23/02/2009 9:06 AM
Team tactics are not allowed in Australian racing but they sure would make weight-for-age racing - the sport's showpiece events - in this country a helluva lot more interesting.
Team riding is forbidden in this country for the fear that it could attack the integrity of the sport.
It would also give the bigger stables an even larger hand in the major races as they have the means to sacrifice a horse for pacemaking purposes.
That's why Aidan O'Brien was given such an intense grilling by stewards after last year's Melbourne Cup.
It's hard to imagine former taxi driver Joe Janiak having as much success with Takeover Target - an on-pacer - had he been subjected to bolters from larger stables entered solely to pressure his horse.
The argument for, however, is worth a look at, particularly after Saturday's St George Stakes showed yet again how predictable WFA events in Victoria and New South Wales have become.
Such races are commonly described as a battle of tactics. Recently, it's become a case of find the lead, run like a tortoise then finish like a hare.
If pacemakers were allowed, WFA races would be run at a genuine tempo; there'd be less interference because the field would be more strung out, and the best horse - rather than the one given the best ride - would win more often.
So slowly was Theseo travelling, it was always going to be impossible for any of the backmarkers to run him down.
Sure he was the best horse in the race but it helps to have the race run to suit as well.
The final 600m in the St George - an 1800m event - was 0.14 second faster than the 1100m scamper that is the Oakleigh Plate.
"You're just always at the mercy of the pace in these WFA races," said trainer Danny O'Brien, whose stayer Master O'Reilly did not relish the lack of speed.
"Only one in five they run them at a genuine clip."
Other big-race snooze-and-sprints this season have been the Yalumba Stakes, the Mackinnon Stakes and a whole host of diabolical weight-for-age events in Sydney that rarely attract double-digit fields.
Last year's Cox Plate was another slowly run race and autumn's equivalent in Melbourne - the Australian Cup on March 7 - will be again if the St George is any guide.
It's a far cry from the days of the late 1980s when Vo Rogue would be a dozen lengths clear in the run.
Even the 2005 Cox Plate, famous not only for Makybe Diva's win but the photo of eight horses lined across the track turning for home, seems from another era.
Of course, the trainer of any frontrunner in a race void of natural speed would be derelict in their duty if they told their jockey to pour the pace on.
But what's stopping jockeys from showing some initiative and making a mid-race move in a bid to win rather than following someone else's script and plodding into fifth or sixth?
That's what Shane Dye did in 1997 to pinch a Group One race aboard Octagonal, a natural swooper.
Perhaps the fear of a trainer's wrath - and the axe - has stopped such daring rides.
But unless trainers, jockeys or the authorities show more courage, WFA racing will continue to be won by tactics rather than horsepower.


:: WHAT THE TASK ASKS ::
Repeat each record that follows, keeping it identical.

(Collection entries)
::::::::::

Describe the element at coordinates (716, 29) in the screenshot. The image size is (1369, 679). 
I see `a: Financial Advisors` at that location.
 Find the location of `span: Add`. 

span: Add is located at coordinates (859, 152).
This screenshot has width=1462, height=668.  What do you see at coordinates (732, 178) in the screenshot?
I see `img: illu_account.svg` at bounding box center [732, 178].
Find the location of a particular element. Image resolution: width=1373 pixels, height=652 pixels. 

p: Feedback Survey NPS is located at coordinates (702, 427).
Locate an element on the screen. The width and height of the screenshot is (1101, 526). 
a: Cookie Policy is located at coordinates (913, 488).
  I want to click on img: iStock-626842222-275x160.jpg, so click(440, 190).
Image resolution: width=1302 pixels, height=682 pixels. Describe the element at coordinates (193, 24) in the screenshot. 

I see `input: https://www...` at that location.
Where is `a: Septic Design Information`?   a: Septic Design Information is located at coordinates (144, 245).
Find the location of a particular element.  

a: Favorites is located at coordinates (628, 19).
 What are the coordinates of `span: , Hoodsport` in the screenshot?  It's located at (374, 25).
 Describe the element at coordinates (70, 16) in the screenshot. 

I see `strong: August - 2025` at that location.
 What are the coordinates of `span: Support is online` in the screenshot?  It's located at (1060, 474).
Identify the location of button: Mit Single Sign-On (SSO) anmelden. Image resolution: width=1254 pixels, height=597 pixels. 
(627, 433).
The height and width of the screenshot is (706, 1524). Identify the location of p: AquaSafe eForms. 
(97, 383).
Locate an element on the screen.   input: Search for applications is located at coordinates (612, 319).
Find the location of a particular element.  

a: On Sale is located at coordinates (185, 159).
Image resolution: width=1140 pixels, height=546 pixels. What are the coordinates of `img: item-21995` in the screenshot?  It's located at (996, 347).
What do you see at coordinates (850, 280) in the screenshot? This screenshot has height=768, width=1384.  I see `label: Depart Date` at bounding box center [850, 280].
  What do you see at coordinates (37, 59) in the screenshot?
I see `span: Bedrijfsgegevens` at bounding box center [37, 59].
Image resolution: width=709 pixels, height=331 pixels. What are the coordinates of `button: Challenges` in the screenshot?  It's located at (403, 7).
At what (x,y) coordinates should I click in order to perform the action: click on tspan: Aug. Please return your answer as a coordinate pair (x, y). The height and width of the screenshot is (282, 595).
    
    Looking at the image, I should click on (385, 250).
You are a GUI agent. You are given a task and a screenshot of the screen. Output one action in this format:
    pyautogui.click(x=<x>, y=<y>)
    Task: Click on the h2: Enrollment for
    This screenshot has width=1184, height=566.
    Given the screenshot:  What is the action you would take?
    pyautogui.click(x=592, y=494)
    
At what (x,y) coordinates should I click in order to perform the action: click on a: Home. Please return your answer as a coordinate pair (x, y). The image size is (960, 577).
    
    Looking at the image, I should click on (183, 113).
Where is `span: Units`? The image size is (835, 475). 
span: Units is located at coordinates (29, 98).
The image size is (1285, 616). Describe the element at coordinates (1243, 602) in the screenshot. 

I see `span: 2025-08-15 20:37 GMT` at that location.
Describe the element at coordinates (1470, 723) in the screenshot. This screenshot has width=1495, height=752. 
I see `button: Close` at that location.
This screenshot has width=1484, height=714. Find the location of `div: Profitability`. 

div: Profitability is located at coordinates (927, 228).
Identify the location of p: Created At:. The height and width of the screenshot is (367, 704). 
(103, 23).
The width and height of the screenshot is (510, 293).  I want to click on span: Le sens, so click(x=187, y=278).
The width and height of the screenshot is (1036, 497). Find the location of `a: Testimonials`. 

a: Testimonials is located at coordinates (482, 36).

::::::::::

:: ANSWER TO THE PROBLEM ::
Describe the element at coordinates (716, 29) in the screenshot. The image size is (1369, 679). 
I see `a: Financial Advisors` at that location.
 Find the location of `span: Add`. 

span: Add is located at coordinates (859, 152).
This screenshot has width=1462, height=668.  What do you see at coordinates (732, 178) in the screenshot?
I see `img: illu_account.svg` at bounding box center [732, 178].
Find the location of a particular element. Image resolution: width=1373 pixels, height=652 pixels. 

p: Feedback Survey NPS is located at coordinates (702, 427).
Locate an element on the screen. The width and height of the screenshot is (1101, 526). 
a: Cookie Policy is located at coordinates (913, 488).
  I want to click on img: iStock-626842222-275x160.jpg, so click(440, 190).
Image resolution: width=1302 pixels, height=682 pixels. Describe the element at coordinates (193, 24) in the screenshot. 

I see `input: https://www...` at that location.
Where is `a: Septic Design Information`?   a: Septic Design Information is located at coordinates (144, 245).
Find the location of a particular element.  

a: Favorites is located at coordinates (628, 19).
 What are the coordinates of `span: , Hoodsport` in the screenshot?  It's located at (374, 25).
 Describe the element at coordinates (70, 16) in the screenshot. 

I see `strong: August - 2025` at that location.
 What are the coordinates of `span: Support is online` in the screenshot?  It's located at (1060, 474).
Identify the location of button: Mit Single Sign-On (SSO) anmelden. Image resolution: width=1254 pixels, height=597 pixels. 
(627, 433).
The height and width of the screenshot is (706, 1524). Identify the location of p: AquaSafe eForms. 
(97, 383).
Locate an element on the screen.   input: Search for applications is located at coordinates (612, 319).
Find the location of a particular element.  

a: On Sale is located at coordinates (185, 159).
Image resolution: width=1140 pixels, height=546 pixels. What are the coordinates of `img: item-21995` in the screenshot?  It's located at (996, 347).
What do you see at coordinates (850, 280) in the screenshot? This screenshot has height=768, width=1384.  I see `label: Depart Date` at bounding box center [850, 280].
  What do you see at coordinates (37, 59) in the screenshot?
I see `span: Bedrijfsgegevens` at bounding box center [37, 59].
Image resolution: width=709 pixels, height=331 pixels. What are the coordinates of `button: Challenges` in the screenshot?  It's located at (403, 7).
At what (x,y) coordinates should I click in order to perform the action: click on tspan: Aug. Please return your answer as a coordinate pair (x, y). The height and width of the screenshot is (282, 595).
    
    Looking at the image, I should click on (385, 250).
You are a GUI agent. You are given a task and a screenshot of the screen. Output one action in this format:
    pyautogui.click(x=<x>, y=<y>)
    Task: Click on the h2: Enrollment for
    This screenshot has width=1184, height=566.
    Given the screenshot:  What is the action you would take?
    pyautogui.click(x=592, y=494)
    
At what (x,y) coordinates should I click in order to perform the action: click on a: Home. Please return your answer as a coordinate pair (x, y). The image size is (960, 577).
    
    Looking at the image, I should click on (183, 113).
Where is `span: Units`? The image size is (835, 475). 
span: Units is located at coordinates (29, 98).
The image size is (1285, 616). Describe the element at coordinates (1243, 602) in the screenshot. 

I see `span: 2025-08-15 20:37 GMT` at that location.
Describe the element at coordinates (1470, 723) in the screenshot. This screenshot has width=1495, height=752. 
I see `button: Close` at that location.
This screenshot has width=1484, height=714. Find the location of `div: Profitability`. 

div: Profitability is located at coordinates (927, 228).
Identify the location of p: Created At:. The height and width of the screenshot is (367, 704). 
(103, 23).
The width and height of the screenshot is (510, 293).  I want to click on span: Le sens, so click(x=187, y=278).
The width and height of the screenshot is (1036, 497). Find the location of `a: Testimonials`. 

a: Testimonials is located at coordinates (482, 36).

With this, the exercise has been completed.